WHEN THE DIPLOMATIC pouch arrives from London on Sunday night — two days late — his heart falls through his chest. Strand Two. From Ahern and Blair. He knows the very moment he reads it that it will not work. He gathers with de Chastelain and Holkeri and their staff. A chill coming in on the weather. There is a Frost poem from school days. Whose woods these are I think I know . He hears it again, distantly, brokenly. Miles to go before I sleep . There are times he wishes he could knock an absolute simplicity into the process. Take it or leave it.
He has read whole volumes on the philosophy of nonviolence. How peace had to be understood in all its moral dimensions. The proper coexistence of all existents. The excluded middle ground. The surpassing of personality. The vanity of cultural superiority. The tension between individual conscience and collective responsibility. The need to proclaim again and again what has already been said.

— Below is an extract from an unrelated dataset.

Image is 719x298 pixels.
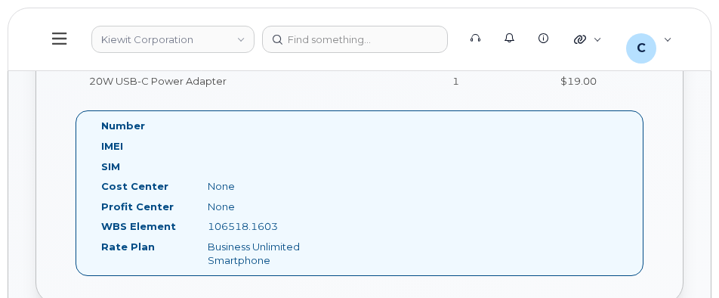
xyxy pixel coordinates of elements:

Later, at the press conference, he holds up his hands in a gesture of calm. He has practiced this. There is an art to it: keep the hands open enough not to frame the face, spread the fingers wide in a gesture of appeasement. The ability to deflect a question without swatting it away. He allows a long silence before answering. Speaks evenly, calmly. Moves his gaze around the room. Slowly. Judicially. He tries not to adjust his glasses on his nose — too much a gesture of fabrication. He already knows he will absorb the blame. It is his delay, his fault, his carelessness. No matter. They must go on.
He thanks the prime ministers and government officials. They deserve a lot of praise. Tremendous effort. Energy. Concentration. Ardor. Grace. We urge everyone to proceed. Common sense dictates. Discussions are ongoing. Can you rephrase your question? That assertion, sir, is incorrect.
Flashbulbs pop. A mobile phone rings. A frisson of nervous laughter skitters around the room. He keeps his answers vague. Tiptoes around the truth. He is careful not to let the politeness reel off into anger. His job is to tamp the confusion down. Return again to the moment of simplicity. Reiterate what they came for. The people of Northern Ireland have waited long enough.
What they need are the signatures. After that, they will negotiate the peace. Years of wrangling still to come, he knows. No magic wand. All he wants is to get the metal nibs striking against the page. But really what he would like now, more than anything, is to walk out from the press conference into the sunlight, a morning and evening jammed together, so that there is rise and fall at the same time, east and west. It strikes him at moments like this that he is a man of crossword puzzles, pajamas, slippers. All he really wants is to get on a plane to New York, enter the lobby of the apartment on Sixty-Seventh Street, step into his own second chance, that proper silence of fatherhood.
HE WRITES HEATHER an email to say that he will be home soon. Easter Saturday at the latest. He is careful with the note, in case it is intercepted. No flourishes. No professions of love. He clicks Send , and then goes for a walk in Lady Dixon Park in the middle of the night, amongst the roses, rolling a pebble along at his feet, his security detail behind him, matching him step for step.
It is a photo that’s used in the newspapers a few days later. For the Easter editions. The Senator rolling a stone with his foot. In the gloom. Away from a cave of light. On Good Friday itself.
Nothing, in Northern Ireland — not even the obvious — ever escapes attention.